I couldn't finish the article. I tended to aree with the guy, but he lost me at Skyrim. It was more shallow than Morrowind, but it also made a lot of things better. Having to put on my uniform to get Legion quests sounds like great roleplay on paper, but it's just a hassle in practice, and while character creation in Skyrim is much simpler, there are more and better customization options through the perk trees.
Here's the thing about appealing to a wider audience: Turn based strategy games are inherently a niche genre. You can make them more accessible by improving the UI and in some cases removing mechanics that make them more complicated but don't add real depth, but there's a limit. It doesn't just apply to TBS, but pretty much every genre that isn't explicitly marketed to stereotypical teenagers and frat boys. There are games that managed to pull this off: Skyrim and Mass Effect 2 are good examples, and possibly Enemy Unknow, which I really enjoyed, but can't really compare to the original X-Com which I never played.
Developers fail when they don't understand why a genre is popular with its fans and cut off integral parts when they "trim the fat" or introduce elements of more popular genres, or just plain mess up.

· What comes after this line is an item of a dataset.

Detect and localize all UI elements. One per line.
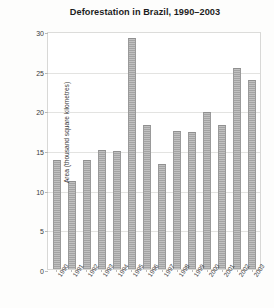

That applies to many EA games, but other publishers are just as guilty. Dead Space and Resident Evil wre transformed from survival horror into third person shooters, Sim City was reduced in scope and downgraded to make it less complicated for the Call of Duty crowd and less interesting for city builder fans (and we don't even need to go into the always on debacle. Two of those series are dead now, Maxis lies in ruins, and Visceral Games will soon follow, and Colossal Order has made a proper Sim City which has already sold half a million copies within a weak. Of course half a million copies is not much for a big publishers because it bare makes up for the ridiculous marketing budget, let alone the overblown development cost, but that's another issue. What does that have to do Firaxis ? I'm not entirely sure, I've gone a bit off track now.
Ah, yes. The developers of Beyond Earth don't understand the audience. Neither did John Shafer with Civilization 5. Both games are more shallow than Civ 4 vanilla. Both have taken out important parts of their direct predecessor, seemingly without much thought behind it. Civ V got rid of religions, growing cottages, health and city flipping, and changed the maintenance system to make larger emires a thing of the past. Beyond Earth made diplomacy even worse than Civ V and removed any reason to aspire for friendly relations, and got rid of Great People, thus making wonders far less appealing and specialists practically useless.
I don't know if I should have any confidence in BE. I used to say that if Civ V could be salvaged, so can BE, but the recent patch was a huge disappointment and many of the changes seem to suggest that they don't understand their own game. They don't understand what works for us, they don't understand what we like or dislike. The big issues were ignored (diplomacy, specialists) or exacerbated (wonders), and they didn't even fix the two borderline gamebreaking bugs they introduced in the first patch (eternal war and no quests past turn 100).